But it is perfectly in line with the sort of thinking that drives men to become billionaires in the first place. It may sound absurd to us, the little people without an Ultra Success Mindstate, who have accepted that our fate is bound to the fate of this planet. In the same way that every good billionaire has an armored escape room in each home and a helicopter on call to whisk them away from any sinking yacht, so too do they expect to have a way off Earth if things go bad here.

Let’s call this what it is: they are making plans to get the hell out of here. They are not motivated by a love of technology, or even a belief in the universe as a business opportunity. It is not a coincidence that the richest people in America are funding a new space race. Why give your fortune to others when you could instead increase the amount of time that you have to luxuriate in your own revolting wealth, a brain in a vat being endlessly stimulated by an army of servants who exist only for your own all-important pleasure? It’s difficult to spend all those billions in only a hundred years on Earth. This is why billionaires are so obsessed with funding technology to extend their own lifespans. And once you’ve bought everything else, the most alluring prize is life itself. The one thing they cannot accept is being told that they cannot buy something. Extremely rich people, as a rule, have come to believe that everything is for saleĮxtremely rich people, as a rule, have come to believe that everything is for sale. His true motivations, I’m afraid, are more sinister.

Imagining Bezos as a lizard person incapable of feeling human emotion is actually the most generous interpretation of his behavior. This, from a man who has bulletproof glass in his office and a seven-figure tab for personal security, seems rather disingenuous – I’m sure that leaving all that cash piled up in an unlocked room open to the public would get rid of it quite efficiently.
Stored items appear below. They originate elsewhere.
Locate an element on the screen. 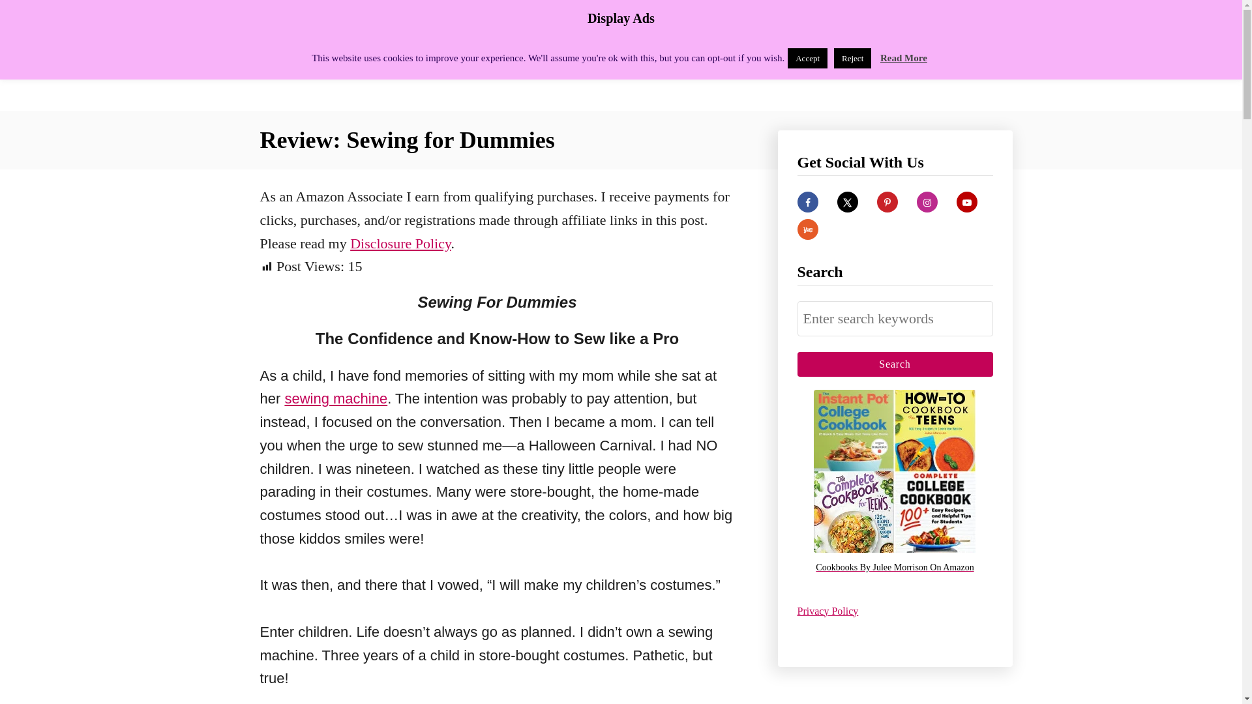  sewing machine is located at coordinates (335, 399).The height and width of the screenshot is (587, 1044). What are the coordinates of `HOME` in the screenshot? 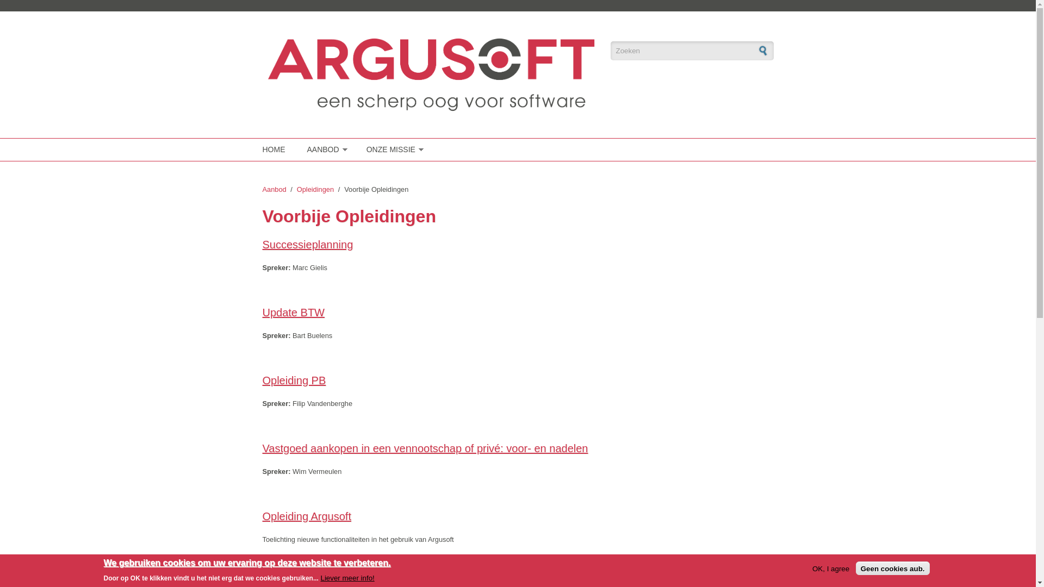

Build a bunch of space rockets! I simply can’t see any other way to get all of these cumbersome gold bars out of my personal vault. What would you do with $200bn? Cure diseases? End hunger? Eradicate poverty in an entire nation? Nah. That is basically it.” I admire the honesty of the sheer inhumanity this quote displays. The most revealing quote from any rich person in the past decade came out of Bezos’s mouth in 2018, when he told an interviewer: “The only way that I can see to deploy this much financial resource is by converting my Amazon winnings into space travel. This is a conclusive demonstration of the fact that if you want the Bezos fortune to do any good, the first thing you must do is to take it away from Jeff Bezos. In the space of a single year, his ex-wife has become an infinitely greater philanthropist than Bezos himself has in the past quarter-century. His logistics-addled brain has never been able to process the kindergarten concept “To whom much is given, much is required”. Bezos, thus far, has nothing on the humanitarian side of his ledger. Yet he also had the good sense to build a bunch of public libraries, to create the appearance of some redeeming qualities. A century ago, Andrew Carnegie hired private armies to smash and shoot his employees when they went on strike. Few men in history have been able to match his icy ability to simultaneously accumulate grotesque mountains of wealth while showing no impulse to even pretend to have an obligation to the greater good.